Life Expectancy under the Affordable Care Act

The main problem with the Patient Protection and Affordable Care Act (PPACA) is that in order to extend healthcare to all citizens as a right the law undermines the fundamental free market basis (or what remains of it) of the entire U.S. medical system. Under PPACA, in every interaction between patients, doctors, insurers, manufacturers and researchers, the incentive to control costs and provide better service is replaced with the decree to do so. When the Affordable Care Act passed through Congress, Nancy Pelosi famously remarked that universal healthcare -- socialized medicine -- was becoming a reality "after 100 years of trying." It will be interesting to see therefore, whether the next 100 years of government-directed medical technology will compare favorably or otherwise with the dizzying advance of medicine during the last 100 years.

Today, ninety-five percent of the new drugs coming on the market are developed for sale in the United States. For years, according to a study in Nature Reviews Drug Discovery, pharmaceutical companies in Western Europe have been introducing new medicines in the U.S. before introducing them in their home countries; typically by eighteen months. This is due to regulation of drug prices in Europe that makes recuperation of R&D costs (a very high 20% of revenues in the pharmaceutical industry) impossible there. Consumers in Canada and Western Europe enjoy a free ride, buying drugs at much lower prices and thereby not contributing to the R&D costs which we in America pay. Countries like China, Russia and India essentially ignore intellectual property rights altogether and develop "knock-off" drugs with no compensation to the developer whatsoever.

This cost to the American consumer does not come without a benefit. Americans are the first to have drugs like AZT, Cimetidin, tPA and new cancer drugs. The benefit is not limited to medicines. Medical devices used for everything from medical assaying for disease tests, to high technology tools used in open heart surgery, to the latest MRI equipment are also available earlier and in greater volume in the U.S. Consequently, the cutting edge of medicine is in the U.S. and the chances of surviving a serious disease are far greater here. To give one well-known example, if you are diagnosed with cancer in the United States, you will live two years longer (on average across economic class and all cancers) than if you are diagnosed with cancer in Western Europe.

What happens when 300 million consumers of medicine and medical technology are replaced by one consumer, the government, and drug prices are regulated here?

Regulation of drug prices and assessing of taxes on innovators are not hypothetical consequences of PPACA, they have already occurred. Drug manufacturers specifically conceded $80 billion of revenue to protect themselves from re-importation of drugs in the original writing of PPACA. And the excise tax on medical device manufacturers will cost the top 19 companies in the state of Massachusetts $422M this year alone.

In the theory of diffusion of innovation, "early adopters" are a critical class of consumers that makes the spread of good new ideas possible. Early adopters, for example, buy the new iPhone earlier (and at a considerably higher price) than the bulk of consumers. The high price that they pay fuels further innovation (e.g. the next iPhone).

America is the early adopter of medical technology in the world. And the pharmaceutical industry is, if anything, more fragile than the electronics industry. Drug development involves a few hits and a lot of misses of new products. For example, the company Genzyme, which is one of the more mature high tech drug manufacturers, having been in business for thirty years, derives its entire revenue stream essentially from three drugs.

With the inevitable regulation of drug prices under Obamacare, the link between successful product development and revenue will be broken and the initiative to develop new drugs will have to come increasingly from government. The history of state control of consumer product development of any kind is not reassuring. In the former Soviet Union for example, from 1960 until around 1987, life expectancy actually decreased; even as it was increasing in the rest of Europe and most of the free world.

More than being unable to keep your own doctor or paying increased premiums, more than facing the reality of death panels, the real devastating consequence of the Affordable Care Act will be that as government regulations take over research and development in medicine, the medical miracles that we grown accustomed to for the last 100 year will dwindle and cease. This is all the more lamentable insofar as medical science is on the cusp of new discoveries that will, if given the chance and the market, lengthen and strengthen our lives. So it is not too much to suggest that the day that President Obama signed the Affordable Care Act into law, my children's life expectancy dropped by ten years. And so did yours.

The writer is a Nanoscience Researcher at Harvard University.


The task
Please return, exactly and only, the lines beginning at the top of the entries below and ending with the line containing "pyautogui.click(x=<x>, y=<y>)"; keep out the pictures.

Top of Supplied information

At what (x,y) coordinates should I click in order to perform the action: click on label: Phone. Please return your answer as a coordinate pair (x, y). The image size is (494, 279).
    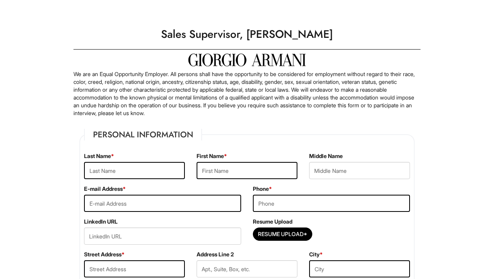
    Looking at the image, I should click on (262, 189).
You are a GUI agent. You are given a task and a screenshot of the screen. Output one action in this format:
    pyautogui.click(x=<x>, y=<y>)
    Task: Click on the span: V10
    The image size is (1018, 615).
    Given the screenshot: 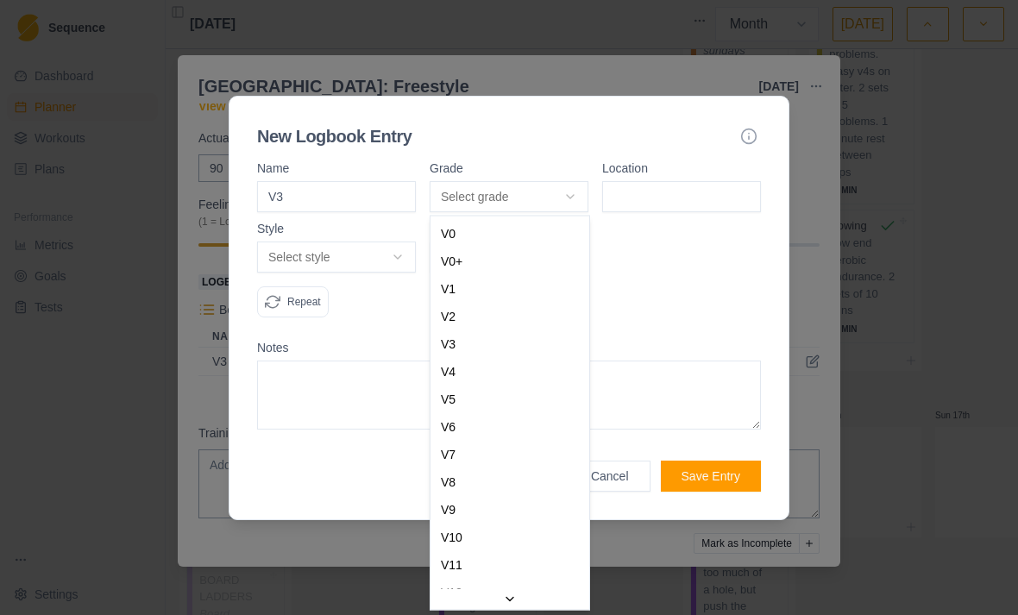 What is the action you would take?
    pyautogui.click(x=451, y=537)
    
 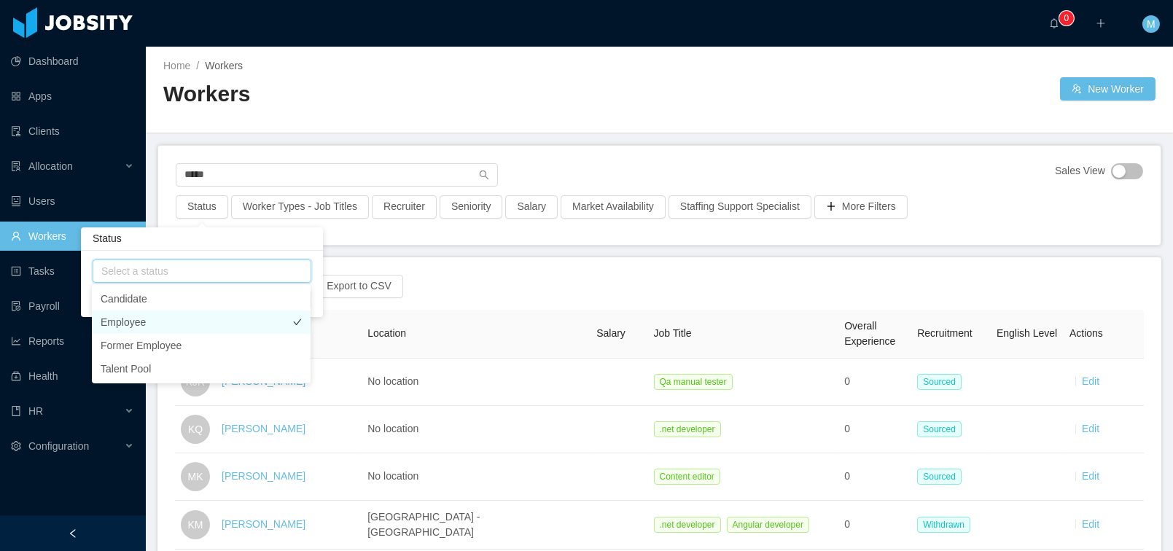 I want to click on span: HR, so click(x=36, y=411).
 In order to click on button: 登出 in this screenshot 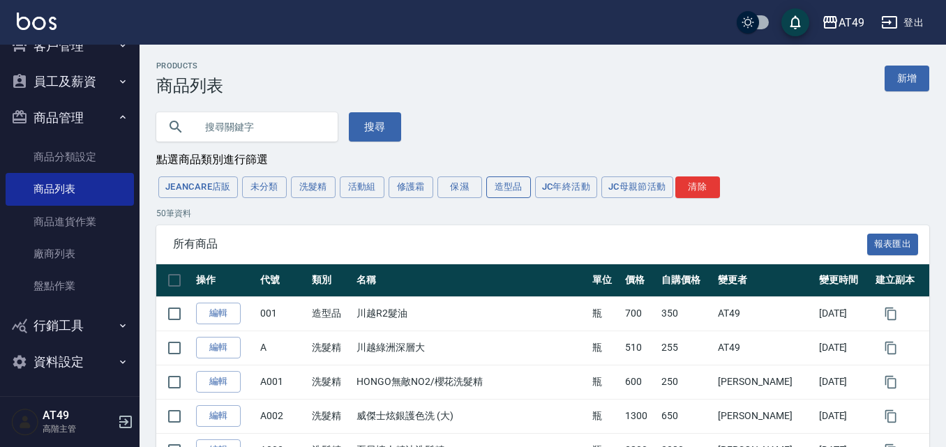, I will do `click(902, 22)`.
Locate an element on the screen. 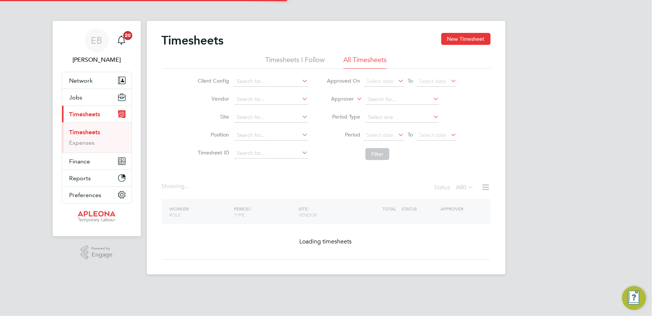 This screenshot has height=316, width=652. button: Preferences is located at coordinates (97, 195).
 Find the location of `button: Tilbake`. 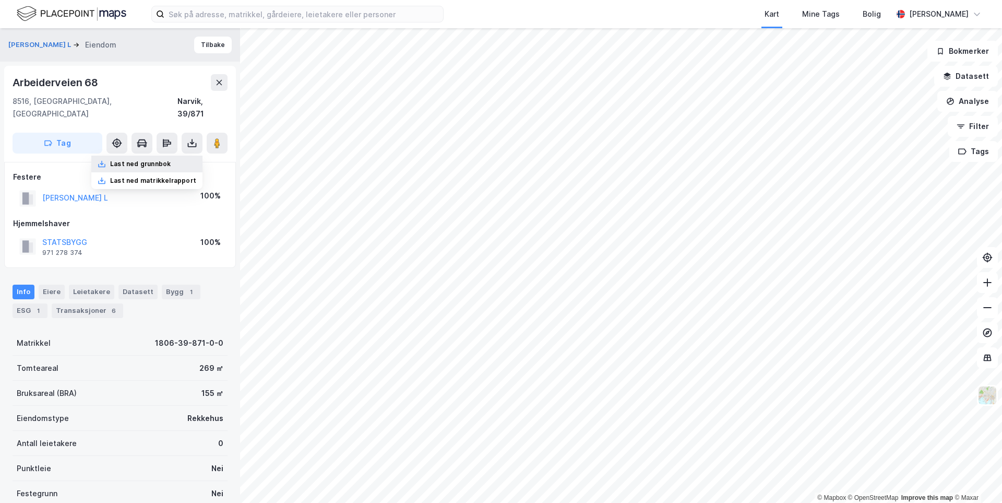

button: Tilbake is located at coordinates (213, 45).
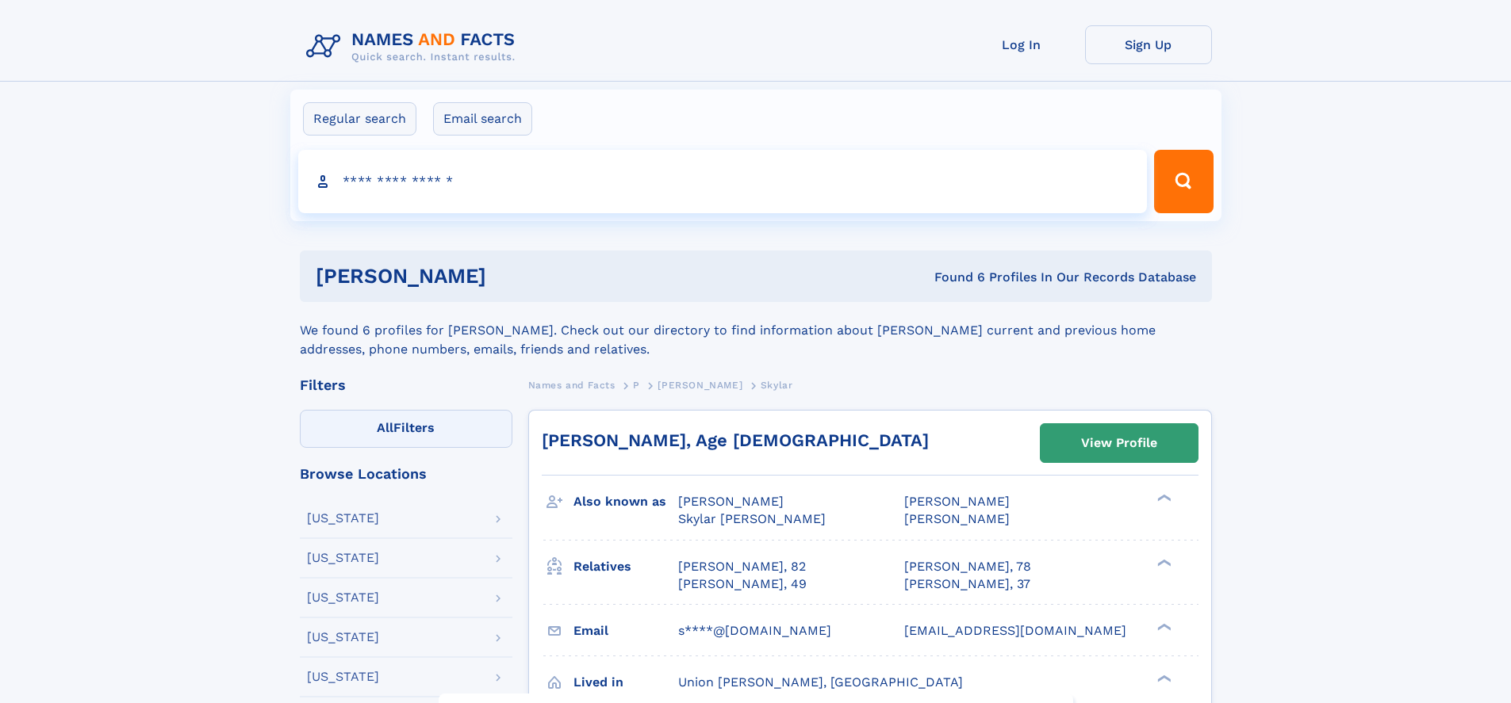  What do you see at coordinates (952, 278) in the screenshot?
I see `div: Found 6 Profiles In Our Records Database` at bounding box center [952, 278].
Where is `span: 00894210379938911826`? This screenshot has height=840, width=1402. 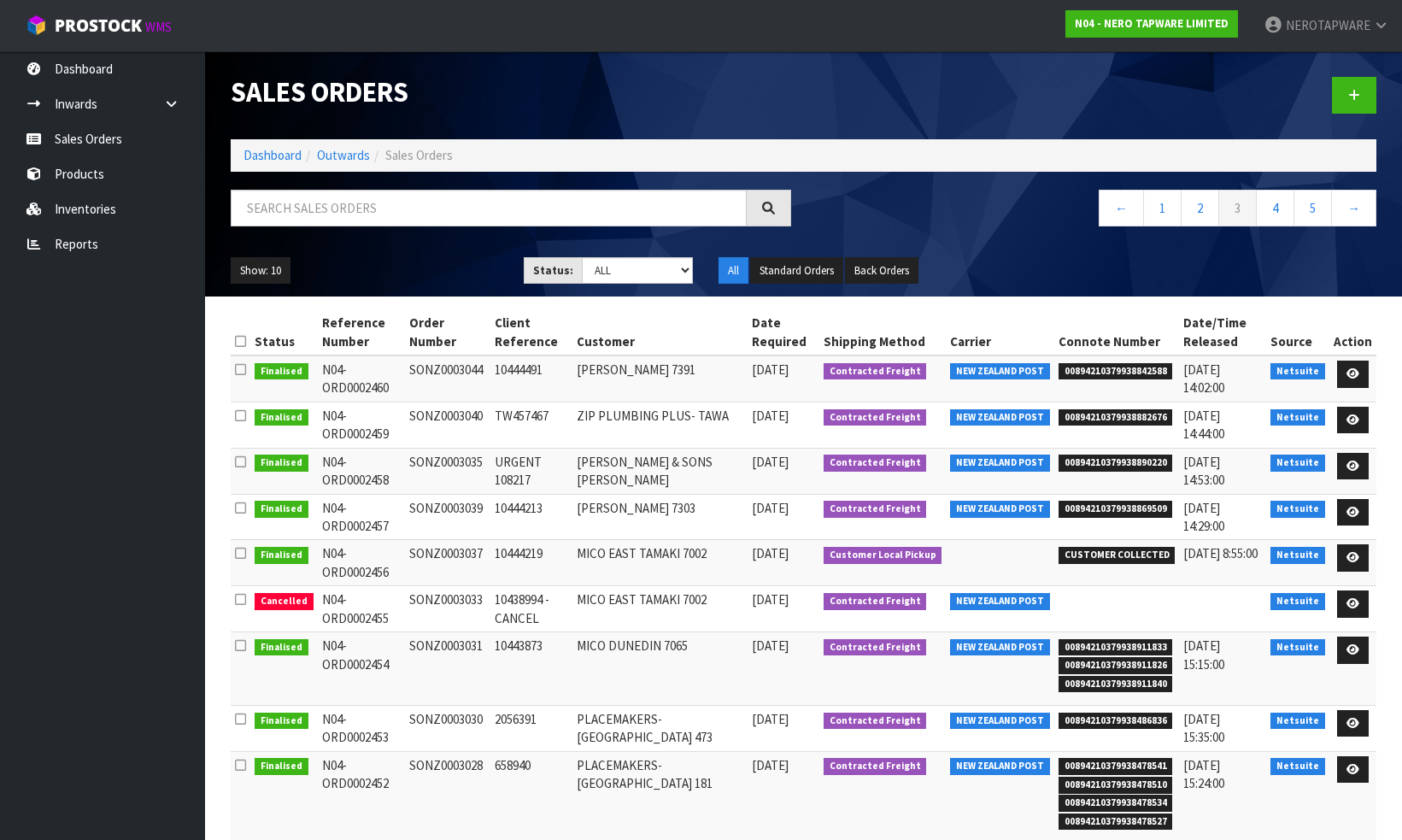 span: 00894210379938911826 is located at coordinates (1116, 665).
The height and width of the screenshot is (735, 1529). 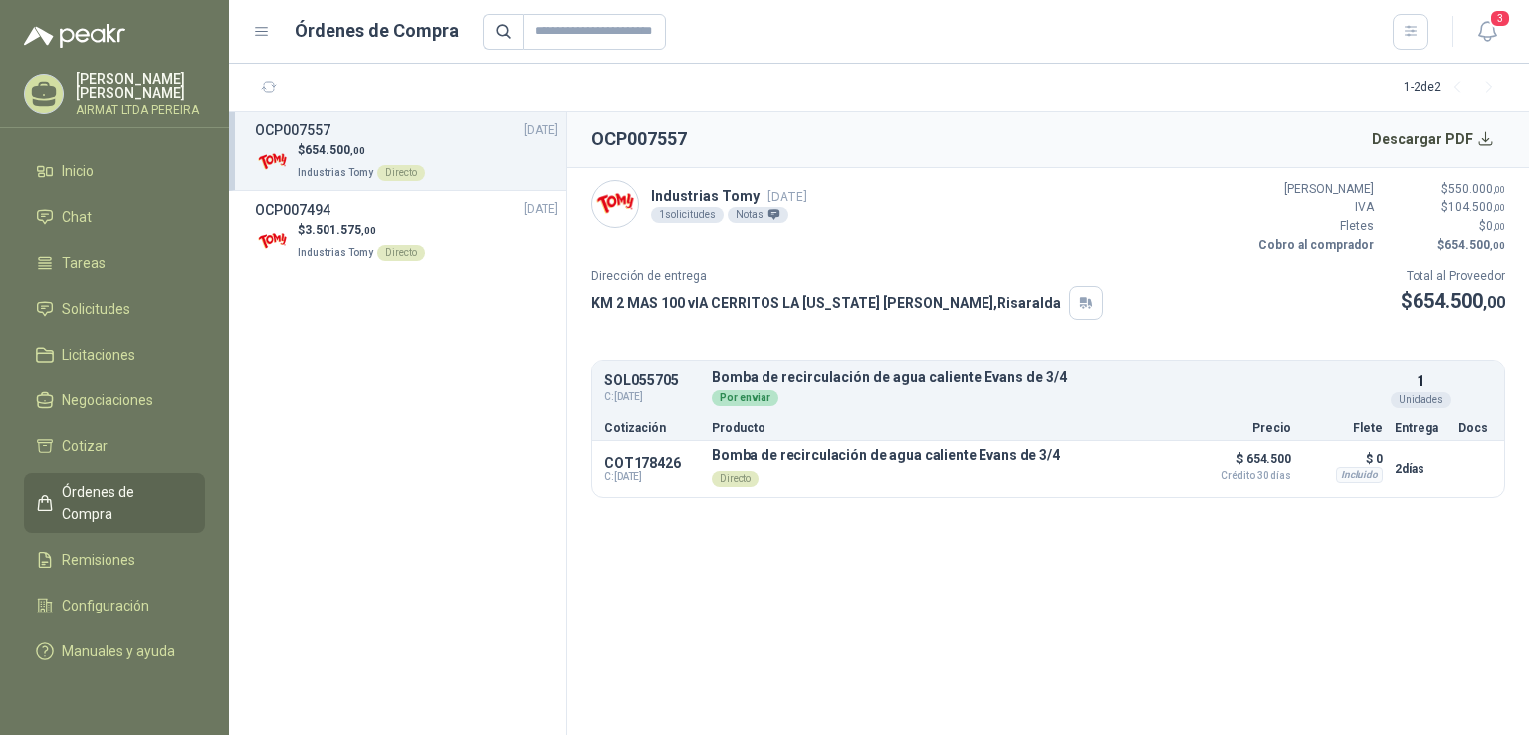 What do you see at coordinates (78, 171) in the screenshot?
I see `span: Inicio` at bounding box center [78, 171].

Bottom of Supplied information

Result
At what (x,y) coordinates should I click in order to perform the action: click on label: Phone. Please return your answer as a coordinate pair (x, y). The image size is (494, 279).
    Looking at the image, I should click on (262, 189).
You are a GUI agent. You are given a task and a screenshot of the screen. Output one action in this format:
    pyautogui.click(x=<x>, y=<y>)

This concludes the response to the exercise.